The decision



Upper Tribunal
(Immigration and Asylum Chamber) Appeal Number: AA/08853/2013
AA/08854/2013


THE IMMIGRATION ACTS


Heard at Bradford
Determination Promulgated
On 8 April 2014
On 10 April 2014




Before


UPPER TRIBUNAL JUDGE D E TAYLOR


Between


HANIEH SADAT MIRI
AMIR RASKHADIVMASOULEH

Appellant
And


SECRETARY 0F STATE FOR THE HOME DEPARTMENT

Respondent

Representation:

For the Appellant: Mr Gayle, Elder Rahimi solicitors.
For the Respondent: Mr M Diwncyz, HOPO

DECISION AND DIRECTIONS

1. These are the Appellants' appeals against the decision of First-tier Tribunal Judge Hemingway made following a hearing at Bradford on the 21 October 2013, dismissing their appeals against the Respondent's decision to refuse to grant them asylum.

2. The first appellant's claim is based upon a raid of her father's house when her computer was taken, which contained incriminating material, her conversion to Christianity, and on the basis of being at risk on return to Iran because of the deteriorating situation there since the case of SB Iran CG [2009] UKAIT 53.

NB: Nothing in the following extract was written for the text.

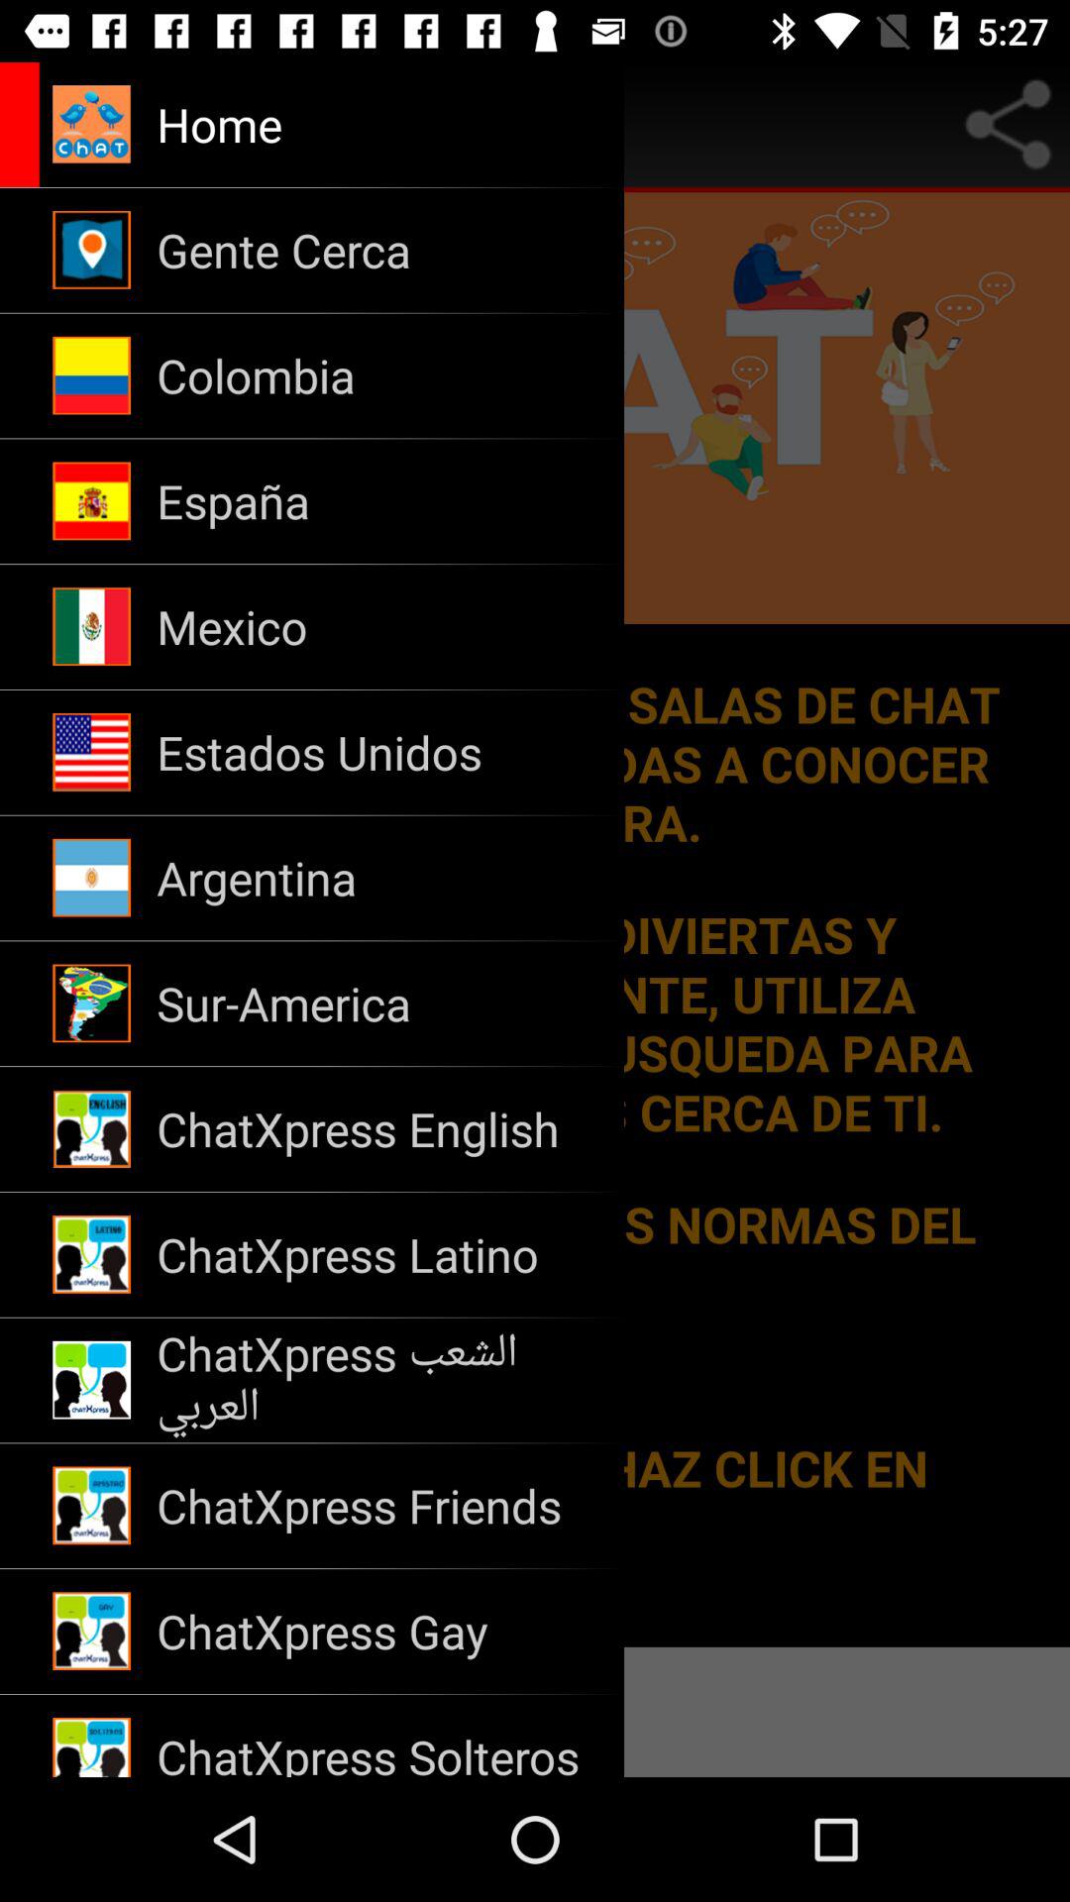  I want to click on swipe to the chatxpress friends icon, so click(376, 1506).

3. The first appellant's sister was granted asylum in the UK apparently on the basis of the same raid, following interview.

4. The judge made adverse credibility findings against the first appellant, substantially because there was a lack of supporting evidence from the family, in particular the sister who is in the UK.

5. Mr Gayle argues with merit that the judge erred because he failed to take into account the documentary evidence from the mother, in the form of an email in the appellant's bundle, and because he made an unsustainable finding that the raid did not occur.

6. Mr Diwncyz defended the determination, which is characteristically thorough and generally well reasoned, and I agree that the challenges to the judge's findings in respect of the conversion to Christianity, and the SB point, have not been made out. However, the combination of the lack of consideration of important evidence from the mother (especially since the judge's primary reason for disbelieving the appellant was the lack of family support), and the finding that the raid did not occur, when it has been accepted that it did as the basis for the sister's grant of asylum, persuade me that this decision must be remade.

7. The decision is set aside. The appropriate course is remittal to the first-tier tribunal. The case should be listed at Bradford before a judge other than Mr Hemingway, whose findings on the conversion to Christianity will of course be the starting point for the next judge's considerations.